With the launch of its quad-core processors, Intel had grabbed the lead from AMD, but is it too soon to take advantage of it?
Written by Leader , Contributor
At ZDNet UK we get pretty excited about new technology, so our mouths were drooling at the thought of the latest quad-core chips from Intel.

But sometimes, what looks appealing in the shop window is not so easily digestible. Our early benchmarks of Intel's quad-core processor — two quad-core Xeon 5355 processors shoehorned into an Apple Mac Pro — illustrate some of the issues.

As with many advances in tech, there are some big caveats to heed with this new technology.

In our tests for instance, overall CPU utilisation fell: in a multimedia test it dropped from 40 percent in a dual two-core system (four cores in total), to 23 percent with eight cores. The performance gain was only 10 percent, and a very expensive 10 percent at that, with the chips priced currently at $999 (£524) apiece.

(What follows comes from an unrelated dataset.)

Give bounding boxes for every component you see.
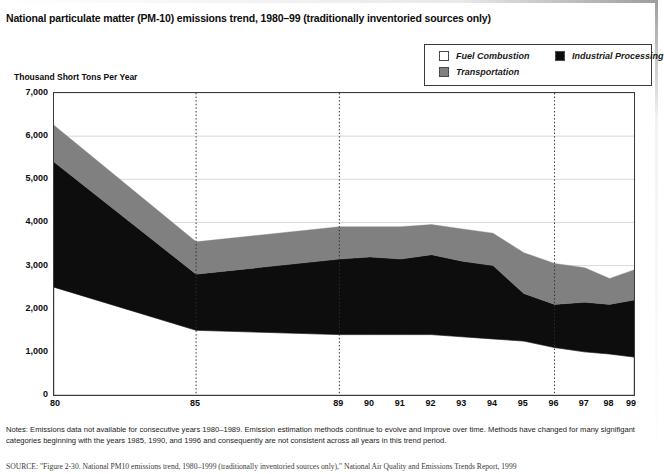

In other tests we found that system performance actually dropped as you move from four 3GHz cores to eight 2.66GHz cores. This stuff is clearly still for the early adopters out there.

Of course, many businesses will be looking at quad-core processors for their servers long before they consider them for desktops, where virtualisation and grid computing could make more use of the extra cores, even where ERP software is a more likely workload than massively parallel scientific applications. More cores inevitably mean more heat, and if you're running blade servers then you're also probably dealing with power densities approaching that of a small nuclear reactor.

Intel may have grabbed the lead back from AMD for now but the rival chip-maker is planning its quad-core chips sometime next year, by which time perhaps we'll see software better able to exploit them.